Uncertainty estimates for surface nuclear magnetic resonance water content and relaxation time profiles from bootstrap statistics

2015 ◽  
Vol 119 ◽  
pp. 61-70 ◽  
Author(s):  
A.D. Parsekian ◽  
D. Grombacher
Geophysics ◽  
2020 ◽  
Vol 85 (3) ◽  
pp. F53-F64 ◽  
Author(s):  
Nico Skibbe ◽  
Raphael Rochlitz ◽  
Thomas Günther ◽  
Mike Müller-Petke

Nuclear-magnetic resonance (NMR) is a powerful tool for groundwater system imaging. Ongoing developments in surface NMR, for example, multichannel devices, allow for investigations of increasingly complex subsurface structures. However, with the growing complexity of field cases, the availability of appropriate software to accomplish the in-depth data analysis becomes limited. The open-source Python toolbox coupled magnetic resonance and electrical resistivity tomography (COMET) provides the community with a software for modeling and inversion of complex surface NMR data. COMET allows the NMR parameters’ water content and relaxation time to vary in one dimension or two dimensions and accounts for arbitrary electrical resistivity distributions. It offers a wide range of classes and functions to use the software via scripts without in-depth programming knowledge. We validated COMET to existing software for a simple 1D example. We discovered the potential of COMET by a complex 2D case, showing 2D inversions using different approximations for the resistivity, including a smooth distribution from electrical resistivity tomography (ERT). The use of ERT-based resistivity results in similar water content and relaxation time images compared with using the original synthetic block resistivity. We find that complex inversion may indicate incorrect resistivity by non-Gaussian data misfits, whereas amplitude inversion shows well-fitted data, but leading to erroneous NMR models.


1982 ◽  
Vol 56 (6) ◽  
pp. 747-752 ◽  
Author(s):  
Shoji Naruse ◽  
Yoshiharu Horikawa ◽  
Chuzo Tanaka ◽  
Kimiyoshi Hirakawa ◽  
Hiroyasu Nishikawa ◽  
...  

✓ The water in normal and edematous brain tissues of rats was studied by the pulse nuclear magnetic resonance (NMR) technique, measuring the longitudinal relaxation time (T1) and the transverse relaxation time (T2). In the normal brain, T1 and T2 were single components, both shorter than in pure water. Prolongation and separation of T2 into two components, one fast and one slow, were the characteristic findings in brain edema induced by both cold injury and triethyl tin (TET), although some differences between the two types of edema existed in the content of the lesion and in the degree of changes in T1 and T2 values. Quantitative analysis of T1 and T2 values in their time course relating to water content demonstrated that prolongation of T1 referred to the volume of increased water in tissues examined, and that the two phases of T2 reflected the distribution and the content of the edema fluid. From the analysis of the slow component of T2 versus water content during edema formation, it was demonstrated that the increase in edema fluid was steady, and its content was constant during formation of TET-induced edema. On the contrary, during the formation of cold-injury edema, water-rich edema fluid increased during the initial few hours, and protein-rich edema fluid increased thereafter. It was concluded that proton NMR relaxation time measurements may provide new understanding in the field of brain edema research.


2015 ◽  
Vol 3 (1) ◽  
pp. SA77-SA89 ◽  
Author(s):  
John Doveton ◽  
Lynn Watney

The T2 relaxation times recorded by nuclear magnetic resonance (NMR) logging are measures of the ratio of the internal surface area to volume of the formation pore system. Although standard porosity logs are restricted to estimating the volume, the NMR log partitions the pore space as a spectrum of pore sizes. These logs have great potential to elucidate carbonate sequences, which can have single, double, or triple porosity systems and whose pores have a wide variety of sizes and shapes. Continuous coring and NMR logging was made of the Cambro-Ordovician Arbuckle saline aquifer in a proposed CO2 injection well in southern Kansas. The large data set gave a rare opportunity to compare the core textural descriptions to NMR T2 relaxation time signatures over an extensive interval. Geochemical logs provided useful elemental information to assess the potential role of paramagnetic components that affect surface relaxivity. Principal component analysis of the T2 relaxation time subdivided the spectrum into five distinctive pore-size classes. When the T2 distribution was allocated between grainstones, packstones, and mudstones, the interparticle porosity component of the spectrum takes a bimodal form that marks a distinction between grain-supported and mud-supported texture. This discrimination was also reflected by the computed gamma-ray log, which recorded contributions from potassium and thorium and therefore assessed clay content reflected by fast relaxation times. A megaporosity class was equated with T2 relaxation times summed from 1024 to 2048 ms bins, and the volumetric curve compared favorably with variation over a range of vug sizes observed in the core. The complementary link between grain textures and pore textures was fruitful in the development of geomodels that integrates geologic core observations with petrophysical log measurements.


AIM OF THE EXERCISE:
Print the line containing "List each element" and each line after it through the end of the material below, exactly as it appears, but skip the pictures.

*** Opening of GIVEN DATA ***

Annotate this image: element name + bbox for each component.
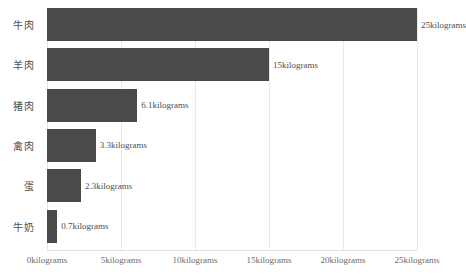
x-axis-tick-2: 10kilograms xyxy=(173,256,218,265)
x-axis-tick-labels: 0kilograms 5kilograms 10kilograms 15kilo… xyxy=(0,256,464,276)
bar-0[interactable] xyxy=(47,8,417,41)
y-axis-label-0: 牛肉 xyxy=(13,8,35,41)
x-axis-tick-1: 5kilograms xyxy=(101,256,142,265)
y-axis-label-5: 牛奶 xyxy=(13,210,35,243)
y-axis-label-2: 猪肉 xyxy=(13,89,35,122)
x-axis-tick-4: 20kilograms xyxy=(321,256,366,265)
bar-2[interactable] xyxy=(47,89,137,122)
bar-value-label-2: 6.1kilograms xyxy=(137,101,188,110)
bar-value-label-3: 3.3kilograms xyxy=(96,141,147,150)
x-axis-line xyxy=(47,250,417,251)
bar-3[interactable] xyxy=(47,129,96,162)
bar-value-label-5: 0.7kilograms xyxy=(57,222,108,231)
bar-row: 3.3kilograms xyxy=(47,129,417,162)
plot-area: 25kilograms 15kilograms 6.1kilograms 3.3… xyxy=(47,8,417,250)
bar-row: 2.3kilograms xyxy=(47,169,417,202)
bar-row: 25kilograms xyxy=(47,8,417,41)
bar-1[interactable] xyxy=(47,48,269,81)
bar-value-label-0: 25kilograms xyxy=(417,20,466,29)
y-axis-label-1: 羊肉 xyxy=(13,48,35,81)
x-axis-tick-5: 25kilograms xyxy=(395,256,440,265)
y-axis-label-3: 禽肉 xyxy=(13,129,35,162)
gridline-5 xyxy=(417,8,418,250)
bar-rows: 25kilograms 15kilograms 6.1kilograms 3.3… xyxy=(47,8,417,250)
x-axis-tick-0: 0kilograms xyxy=(27,256,68,265)
bar-row: 6.1kilograms xyxy=(47,89,417,122)
y-axis-category-labels: 牛肉 羊肉 猪肉 禽肉 蛋 牛奶 xyxy=(0,8,41,250)
bar-row: 15kilograms xyxy=(47,48,417,81)
bar-value-label-1: 15kilograms xyxy=(269,60,318,69)
bar-4[interactable] xyxy=(47,169,81,202)
bar-value-label-4: 2.3kilograms xyxy=(81,181,132,190)
bar-5[interactable] xyxy=(47,210,57,243)
y-axis-label-4: 蛋 xyxy=(24,169,35,202)
x-axis-tick-3: 15kilograms xyxy=(247,256,292,265)
bar-row: 0.7kilograms xyxy=(47,210,417,243)
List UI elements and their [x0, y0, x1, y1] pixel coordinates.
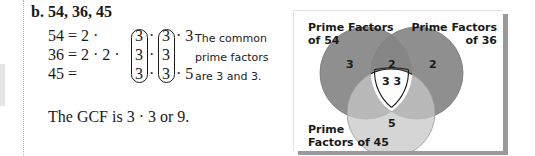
region-45-only: 5 — [388, 117, 396, 130]
region-54-and-36: 2 — [388, 58, 396, 71]
venn-diagram-panel: Prime Factors of 54 Prime Factors of 36 … — [293, 10, 503, 151]
multiply-dot: · — [149, 65, 154, 83]
label-set-54: Prime Factors of 54 — [308, 21, 394, 47]
equation-lhs: 36 = 2 · 2 · — [48, 46, 120, 64]
note-line-2: prime factors — [195, 51, 269, 64]
note-line-1: The common — [195, 32, 267, 45]
region-all-three: 3 3 — [382, 75, 401, 88]
equation-tail: · 3 — [176, 27, 193, 45]
common-factor-oval-1 — [131, 29, 148, 83]
multiply-dot: · — [149, 46, 154, 64]
region-54-only: 3 — [346, 58, 354, 71]
multiply-dot: · — [149, 27, 154, 45]
note-line-3: are 3 and 3. — [195, 70, 261, 83]
region-36-only: 2 — [429, 58, 437, 71]
label-set-36: Prime Factors of 36 — [411, 21, 497, 47]
dotted-margin-rule — [23, 0, 24, 156]
example-heading: b. 54, 36, 45 — [31, 3, 112, 21]
gcf-conclusion: The GCF is 3 · 3 or 9. — [48, 108, 189, 126]
equation-lhs: 54 = 2 · — [48, 27, 98, 45]
margin-block — [0, 64, 5, 106]
common-factor-oval-2 — [158, 29, 175, 83]
label-set-45: Prime Factors of 45 — [308, 123, 389, 149]
equation-lhs: 45 = — [48, 65, 77, 83]
equation-tail: · 5 — [176, 65, 193, 83]
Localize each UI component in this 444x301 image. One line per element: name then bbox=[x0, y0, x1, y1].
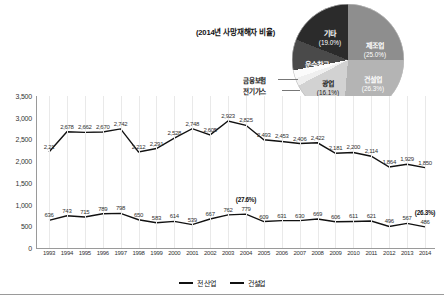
data-label: 486 bbox=[420, 219, 429, 225]
data-label: 650 bbox=[134, 212, 143, 218]
data-label: 789 bbox=[98, 206, 107, 212]
x-axis-tick: 2004 bbox=[240, 250, 252, 256]
gridline-vertical bbox=[192, 96, 193, 248]
data-label: 2,291 bbox=[150, 141, 164, 147]
gridline-vertical bbox=[335, 96, 336, 248]
data-label: 2,493 bbox=[257, 132, 271, 138]
chart-legend: 전 산업 건설업 bbox=[0, 276, 444, 290]
x-axis-tick: 1993 bbox=[43, 250, 55, 256]
data-label: 606 bbox=[331, 214, 340, 220]
legend-swatch-construction bbox=[230, 282, 244, 284]
x-axis-tick: 1994 bbox=[61, 250, 73, 256]
pie-chart-title: (2014년 사망재해자 비율) bbox=[196, 26, 275, 37]
x-axis-tick: 1998 bbox=[132, 250, 144, 256]
annotation-percentage: (26.3%) bbox=[415, 209, 435, 216]
y-axis-tick: 0 bbox=[28, 245, 32, 252]
data-label: 2,748 bbox=[185, 121, 199, 127]
data-label: 2,678 bbox=[60, 124, 74, 130]
gridline-vertical bbox=[318, 96, 319, 248]
x-axis-tick: 2001 bbox=[186, 250, 198, 256]
data-label: 779 bbox=[241, 206, 250, 212]
x-axis-tick: 2007 bbox=[294, 250, 306, 256]
x-axis-tick: 2014 bbox=[419, 250, 431, 256]
x-axis-tick: 2013 bbox=[401, 250, 413, 256]
data-label: 798 bbox=[116, 205, 125, 211]
pie-slice-label-construction: 건설업 (26.3%) bbox=[349, 76, 397, 93]
x-axis-tick: 1995 bbox=[79, 250, 91, 256]
gridline-vertical bbox=[407, 96, 408, 248]
gridline-vertical bbox=[121, 96, 122, 248]
legend-item-construction: 건설업 bbox=[230, 278, 265, 288]
pie-slice-label-mining: 광업 (16.1%) bbox=[308, 80, 348, 97]
leader-line-finance bbox=[278, 79, 298, 80]
pie-slice-label-transport-storage: 운수창고 bbox=[294, 61, 340, 70]
data-label: 496 bbox=[385, 218, 394, 224]
x-axis-tick: 1997 bbox=[115, 250, 127, 256]
data-label: 2,21 bbox=[44, 144, 54, 150]
data-label: 611 bbox=[349, 213, 358, 219]
data-label: 539 bbox=[188, 217, 197, 223]
data-label: 567 bbox=[403, 215, 412, 221]
series-lines bbox=[37, 96, 435, 248]
gridline-vertical bbox=[425, 96, 426, 248]
y-axis-tick: 1,500 bbox=[15, 179, 32, 186]
x-axis-tick: 2009 bbox=[329, 250, 341, 256]
gridline-vertical bbox=[139, 96, 140, 248]
x-axis-tick: 2005 bbox=[258, 250, 270, 256]
data-label: 1,929 bbox=[400, 156, 414, 162]
y-axis-tick: 3,500 bbox=[15, 93, 32, 100]
footer-divider bbox=[0, 294, 444, 295]
data-label: 2,742 bbox=[114, 121, 128, 127]
x-axis-tick: 2006 bbox=[276, 250, 288, 256]
gridline-vertical bbox=[156, 96, 157, 248]
y-axis-tick: 2,500 bbox=[15, 136, 32, 143]
data-label: 609 bbox=[259, 214, 268, 220]
data-label: 2,181 bbox=[329, 145, 343, 151]
y-axis-tick: 1,000 bbox=[15, 201, 32, 208]
gridline-vertical bbox=[282, 96, 283, 248]
legend-label-all-industries: 전 산업 bbox=[197, 278, 216, 288]
annotation-percentage: (27.6%) bbox=[236, 196, 256, 203]
x-axis-tick: 2011 bbox=[365, 250, 377, 256]
gridline-vertical bbox=[389, 96, 390, 248]
leader-line-electricity-gas bbox=[282, 90, 300, 91]
data-label: 2,825 bbox=[239, 117, 253, 123]
x-axis-tick: 2008 bbox=[311, 250, 323, 256]
gridline-vertical bbox=[174, 96, 175, 248]
data-label: 621 bbox=[367, 213, 376, 219]
data-label: 1,864 bbox=[382, 159, 396, 165]
gridline-vertical bbox=[353, 96, 354, 248]
gridline-vertical bbox=[371, 96, 372, 248]
data-label: 2,114 bbox=[365, 148, 378, 154]
data-label: 2,528 bbox=[168, 130, 182, 136]
x-axis-tick: 2010 bbox=[347, 250, 359, 256]
data-label: 2,406 bbox=[293, 136, 307, 142]
x-axis-tick: 1999 bbox=[150, 250, 162, 256]
data-label: 1,850 bbox=[418, 160, 432, 166]
data-label: 2,212 bbox=[132, 144, 146, 150]
data-label: 762 bbox=[223, 207, 232, 213]
gridline-vertical bbox=[67, 96, 68, 248]
x-axis-tick: 2003 bbox=[222, 250, 234, 256]
gridline-vertical bbox=[103, 96, 104, 248]
legend-label-construction: 건설업 bbox=[248, 278, 265, 288]
x-axis-tick: 1996 bbox=[97, 250, 109, 256]
data-label: 2,453 bbox=[275, 133, 289, 139]
data-label: 614 bbox=[170, 213, 179, 219]
gridline-vertical bbox=[85, 96, 86, 248]
legend-item-all-industries: 전 산업 bbox=[179, 278, 216, 288]
gridline-vertical bbox=[264, 96, 265, 248]
x-axis-tick: 2012 bbox=[383, 250, 395, 256]
data-label: 583 bbox=[152, 215, 161, 221]
data-label: 743 bbox=[62, 208, 71, 214]
y-axis-tick: 500 bbox=[21, 223, 32, 230]
data-label: 2,670 bbox=[96, 124, 110, 130]
data-label: 715 bbox=[80, 209, 89, 215]
gridline-vertical bbox=[300, 96, 301, 248]
data-label: 2,200 bbox=[347, 144, 361, 150]
data-label: 669 bbox=[313, 211, 322, 217]
x-axis-tick: 2000 bbox=[168, 250, 180, 256]
pie-slice-label-other: 기타 (19.0%) bbox=[310, 30, 350, 47]
pie-outside-label-electricity-gas: 전기가스 bbox=[243, 86, 266, 96]
gridline-vertical bbox=[210, 96, 211, 248]
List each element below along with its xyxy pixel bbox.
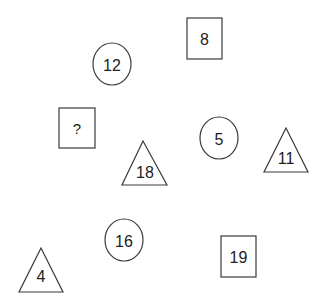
shape-number: 8 bbox=[200, 31, 209, 48]
shape-number: 16 bbox=[115, 233, 133, 250]
triangle-shape-11: 11 bbox=[264, 128, 308, 172]
shape-number: 19 bbox=[230, 249, 248, 266]
puzzle-canvas: 12 8 ? 18 5 11 16 4 19 bbox=[0, 0, 324, 305]
triangle-shape-4: 4 bbox=[19, 248, 63, 292]
square-shape-unknown: ? bbox=[59, 108, 95, 148]
shape-number: 5 bbox=[215, 131, 224, 148]
circle-shape-16: 16 bbox=[105, 219, 143, 261]
triangle-shape-18: 18 bbox=[122, 141, 167, 185]
shape-number: 12 bbox=[103, 57, 121, 74]
square-shape-19: 19 bbox=[221, 236, 256, 277]
question-mark: ? bbox=[73, 120, 81, 137]
shape-number: 4 bbox=[37, 268, 46, 285]
circle-shape-12: 12 bbox=[93, 43, 131, 85]
circle-shape-5: 5 bbox=[200, 117, 238, 159]
square-shape-8: 8 bbox=[187, 18, 222, 59]
shape-number: 11 bbox=[278, 150, 295, 167]
shape-number: 18 bbox=[136, 164, 154, 181]
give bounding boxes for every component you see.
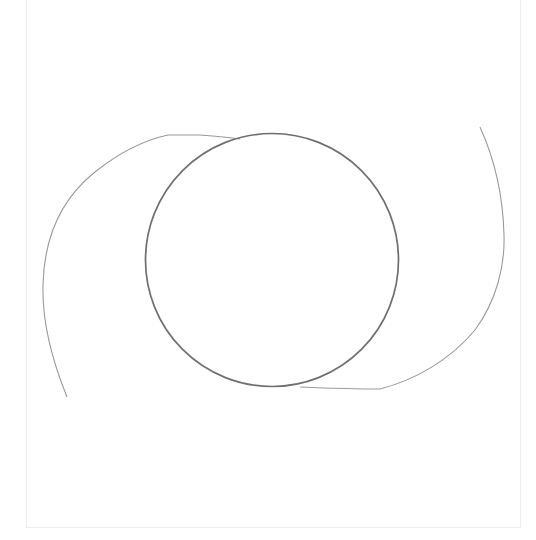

*** Close of GIVEN DATA ***

EXERCISE SOLUTION:
List each element below along with its xyxy pixel bbox.
shape-number: 8 bbox=[200, 31, 209, 48]
shape-number: 16 bbox=[115, 233, 133, 250]
triangle-shape-11: 11 bbox=[264, 128, 308, 172]
shape-number: 19 bbox=[230, 249, 248, 266]
puzzle-canvas: 12 8 ? 18 5 11 16 4 19 bbox=[0, 0, 324, 305]
triangle-shape-4: 4 bbox=[19, 248, 63, 292]
square-shape-unknown: ? bbox=[59, 108, 95, 148]
shape-number: 5 bbox=[215, 131, 224, 148]
circle-shape-16: 16 bbox=[105, 219, 143, 261]
triangle-shape-18: 18 bbox=[122, 141, 167, 185]
shape-number: 12 bbox=[103, 57, 121, 74]
square-shape-19: 19 bbox=[221, 236, 256, 277]
question-mark: ? bbox=[73, 120, 81, 137]
shape-number: 4 bbox=[37, 268, 46, 285]
circle-shape-12: 12 bbox=[93, 43, 131, 85]
circle-shape-5: 5 bbox=[200, 117, 238, 159]
square-shape-8: 8 bbox=[187, 18, 222, 59]
shape-number: 11 bbox=[278, 150, 295, 167]
shape-number: 18 bbox=[136, 164, 154, 181]
give bounding boxes for every component you see.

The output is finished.